| Task directions |
Each entry that follows should be retyped exactly.

Start of Block

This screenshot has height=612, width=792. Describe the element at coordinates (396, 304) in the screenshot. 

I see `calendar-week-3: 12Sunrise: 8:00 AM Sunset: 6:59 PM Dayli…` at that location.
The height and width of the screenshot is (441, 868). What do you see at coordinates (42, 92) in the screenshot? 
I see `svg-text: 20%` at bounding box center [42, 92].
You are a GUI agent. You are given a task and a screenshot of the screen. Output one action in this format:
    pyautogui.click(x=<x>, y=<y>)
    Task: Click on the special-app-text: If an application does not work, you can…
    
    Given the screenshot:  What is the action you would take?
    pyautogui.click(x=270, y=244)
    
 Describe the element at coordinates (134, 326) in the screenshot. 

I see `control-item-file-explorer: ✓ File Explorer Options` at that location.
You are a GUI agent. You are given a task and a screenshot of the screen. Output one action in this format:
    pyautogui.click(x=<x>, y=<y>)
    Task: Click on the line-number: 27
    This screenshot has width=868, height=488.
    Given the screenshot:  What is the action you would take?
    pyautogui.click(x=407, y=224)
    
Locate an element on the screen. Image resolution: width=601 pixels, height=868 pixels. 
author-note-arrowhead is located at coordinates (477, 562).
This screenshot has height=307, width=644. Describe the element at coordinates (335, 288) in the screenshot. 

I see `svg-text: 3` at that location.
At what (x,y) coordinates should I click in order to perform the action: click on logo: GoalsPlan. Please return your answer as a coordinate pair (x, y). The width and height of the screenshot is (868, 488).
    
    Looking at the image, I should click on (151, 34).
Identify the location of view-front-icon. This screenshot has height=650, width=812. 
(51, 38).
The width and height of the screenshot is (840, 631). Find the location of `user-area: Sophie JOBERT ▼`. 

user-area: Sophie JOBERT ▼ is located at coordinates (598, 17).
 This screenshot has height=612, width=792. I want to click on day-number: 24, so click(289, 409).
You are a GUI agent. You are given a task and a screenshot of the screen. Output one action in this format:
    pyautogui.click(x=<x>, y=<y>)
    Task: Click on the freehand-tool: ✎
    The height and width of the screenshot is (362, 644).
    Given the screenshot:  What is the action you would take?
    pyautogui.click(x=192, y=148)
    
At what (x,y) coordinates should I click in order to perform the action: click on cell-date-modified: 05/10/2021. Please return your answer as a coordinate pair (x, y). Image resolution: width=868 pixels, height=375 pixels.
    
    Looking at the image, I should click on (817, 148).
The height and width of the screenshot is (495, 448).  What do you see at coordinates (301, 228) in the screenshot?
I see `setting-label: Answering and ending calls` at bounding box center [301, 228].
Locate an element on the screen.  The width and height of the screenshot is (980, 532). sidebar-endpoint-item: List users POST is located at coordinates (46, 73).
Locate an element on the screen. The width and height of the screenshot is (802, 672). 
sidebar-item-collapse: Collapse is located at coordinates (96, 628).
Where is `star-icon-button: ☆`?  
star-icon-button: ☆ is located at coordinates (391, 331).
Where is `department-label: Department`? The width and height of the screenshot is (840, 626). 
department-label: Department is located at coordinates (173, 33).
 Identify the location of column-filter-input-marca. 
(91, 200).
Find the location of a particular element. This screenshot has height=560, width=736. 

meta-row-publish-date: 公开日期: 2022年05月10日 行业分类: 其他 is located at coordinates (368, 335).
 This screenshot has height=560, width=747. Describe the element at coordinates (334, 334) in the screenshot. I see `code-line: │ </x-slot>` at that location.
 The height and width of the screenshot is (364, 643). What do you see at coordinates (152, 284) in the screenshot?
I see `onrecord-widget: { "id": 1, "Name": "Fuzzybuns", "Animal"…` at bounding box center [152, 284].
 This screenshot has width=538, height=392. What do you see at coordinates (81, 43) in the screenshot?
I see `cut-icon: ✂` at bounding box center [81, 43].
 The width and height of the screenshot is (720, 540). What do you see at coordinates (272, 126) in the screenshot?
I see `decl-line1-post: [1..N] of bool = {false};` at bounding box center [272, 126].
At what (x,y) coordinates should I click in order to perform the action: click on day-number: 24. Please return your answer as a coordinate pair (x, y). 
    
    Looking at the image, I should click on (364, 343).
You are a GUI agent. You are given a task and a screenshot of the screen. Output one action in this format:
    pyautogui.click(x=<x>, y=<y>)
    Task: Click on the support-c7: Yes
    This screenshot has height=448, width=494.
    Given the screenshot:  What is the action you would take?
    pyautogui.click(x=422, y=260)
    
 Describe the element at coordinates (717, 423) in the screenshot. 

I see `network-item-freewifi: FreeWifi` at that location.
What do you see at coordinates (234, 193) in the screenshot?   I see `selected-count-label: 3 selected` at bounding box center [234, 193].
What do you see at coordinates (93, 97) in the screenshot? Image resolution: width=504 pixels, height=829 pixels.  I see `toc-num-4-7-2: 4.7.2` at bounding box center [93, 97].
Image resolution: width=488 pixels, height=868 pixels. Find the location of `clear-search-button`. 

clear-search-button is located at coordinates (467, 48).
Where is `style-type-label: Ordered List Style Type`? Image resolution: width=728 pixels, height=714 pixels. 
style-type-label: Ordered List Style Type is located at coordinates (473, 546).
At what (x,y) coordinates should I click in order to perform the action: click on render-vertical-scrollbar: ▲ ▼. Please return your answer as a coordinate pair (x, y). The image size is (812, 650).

End of Block

| Task solution |
This screenshot has height=612, width=792. Describe the element at coordinates (396, 304) in the screenshot. 

I see `calendar-week-3: 12Sunrise: 8:00 AM Sunset: 6:59 PM Dayli…` at that location.
The height and width of the screenshot is (441, 868). What do you see at coordinates (42, 92) in the screenshot? 
I see `svg-text: 20%` at bounding box center [42, 92].
You are a GUI agent. You are given a task and a screenshot of the screen. Output one action in this format:
    pyautogui.click(x=<x>, y=<y>)
    Task: Click on the special-app-text: If an application does not work, you can…
    
    Given the screenshot:  What is the action you would take?
    pyautogui.click(x=270, y=244)
    
 Describe the element at coordinates (134, 326) in the screenshot. 

I see `control-item-file-explorer: ✓ File Explorer Options` at that location.
You are a GUI agent. You are given a task and a screenshot of the screen. Output one action in this format:
    pyautogui.click(x=<x>, y=<y>)
    Task: Click on the line-number: 27
    This screenshot has width=868, height=488.
    Given the screenshot:  What is the action you would take?
    pyautogui.click(x=407, y=224)
    
Locate an element on the screen. Image resolution: width=601 pixels, height=868 pixels. 
author-note-arrowhead is located at coordinates (477, 562).
This screenshot has height=307, width=644. Describe the element at coordinates (335, 288) in the screenshot. 

I see `svg-text: 3` at that location.
At what (x,y) coordinates should I click in order to perform the action: click on logo: GoalsPlan. Please return your answer as a coordinate pair (x, y). The width and height of the screenshot is (868, 488).
    
    Looking at the image, I should click on (151, 34).
Identify the location of view-front-icon. This screenshot has height=650, width=812. 
(51, 38).
The width and height of the screenshot is (840, 631). Find the location of `user-area: Sophie JOBERT ▼`. 

user-area: Sophie JOBERT ▼ is located at coordinates (598, 17).
 This screenshot has height=612, width=792. I want to click on day-number: 24, so click(289, 409).
You are a GUI agent. You are given a task and a screenshot of the screen. Output one action in this format:
    pyautogui.click(x=<x>, y=<y>)
    Task: Click on the freehand-tool: ✎
    The height and width of the screenshot is (362, 644).
    Given the screenshot:  What is the action you would take?
    pyautogui.click(x=192, y=148)
    
At what (x,y) coordinates should I click in order to perform the action: click on cell-date-modified: 05/10/2021. Please return your answer as a coordinate pair (x, y). Image resolution: width=868 pixels, height=375 pixels.
    
    Looking at the image, I should click on (817, 148).
The height and width of the screenshot is (495, 448).  What do you see at coordinates (301, 228) in the screenshot?
I see `setting-label: Answering and ending calls` at bounding box center [301, 228].
Locate an element on the screen.  The width and height of the screenshot is (980, 532). sidebar-endpoint-item: List users POST is located at coordinates (46, 73).
Locate an element on the screen. The width and height of the screenshot is (802, 672). 
sidebar-item-collapse: Collapse is located at coordinates (96, 628).
Where is `star-icon-button: ☆`?  
star-icon-button: ☆ is located at coordinates (391, 331).
Where is `department-label: Department`? The width and height of the screenshot is (840, 626). 
department-label: Department is located at coordinates (173, 33).
 Identify the location of column-filter-input-marca. 
(91, 200).
Find the location of a particular element. This screenshot has height=560, width=736. 

meta-row-publish-date: 公开日期: 2022年05月10日 行业分类: 其他 is located at coordinates (368, 335).
 This screenshot has height=560, width=747. Describe the element at coordinates (334, 334) in the screenshot. I see `code-line: │ </x-slot>` at that location.
 The height and width of the screenshot is (364, 643). What do you see at coordinates (152, 284) in the screenshot?
I see `onrecord-widget: { "id": 1, "Name": "Fuzzybuns", "Animal"…` at bounding box center [152, 284].
 This screenshot has width=538, height=392. What do you see at coordinates (81, 43) in the screenshot?
I see `cut-icon: ✂` at bounding box center [81, 43].
 The width and height of the screenshot is (720, 540). What do you see at coordinates (272, 126) in the screenshot?
I see `decl-line1-post: [1..N] of bool = {false};` at bounding box center [272, 126].
At what (x,y) coordinates should I click in order to perform the action: click on day-number: 24. Please return your answer as a coordinate pair (x, y). 
    
    Looking at the image, I should click on (364, 343).
You are a GUI agent. You are given a task and a screenshot of the screen. Output one action in this format:
    pyautogui.click(x=<x>, y=<y>)
    Task: Click on the support-c7: Yes
    This screenshot has height=448, width=494.
    Given the screenshot:  What is the action you would take?
    pyautogui.click(x=422, y=260)
    
 Describe the element at coordinates (717, 423) in the screenshot. 

I see `network-item-freewifi: FreeWifi` at that location.
What do you see at coordinates (234, 193) in the screenshot?   I see `selected-count-label: 3 selected` at bounding box center [234, 193].
What do you see at coordinates (93, 97) in the screenshot? Image resolution: width=504 pixels, height=829 pixels.  I see `toc-num-4-7-2: 4.7.2` at bounding box center [93, 97].
Image resolution: width=488 pixels, height=868 pixels. Find the location of `clear-search-button`. 

clear-search-button is located at coordinates (467, 48).
Where is `style-type-label: Ordered List Style Type`? Image resolution: width=728 pixels, height=714 pixels. 
style-type-label: Ordered List Style Type is located at coordinates (473, 546).
At what (x,y) coordinates should I click in order to perform the action: click on render-vertical-scrollbar: ▲ ▼. Please return your answer as a coordinate pair (x, y). The image size is (812, 650).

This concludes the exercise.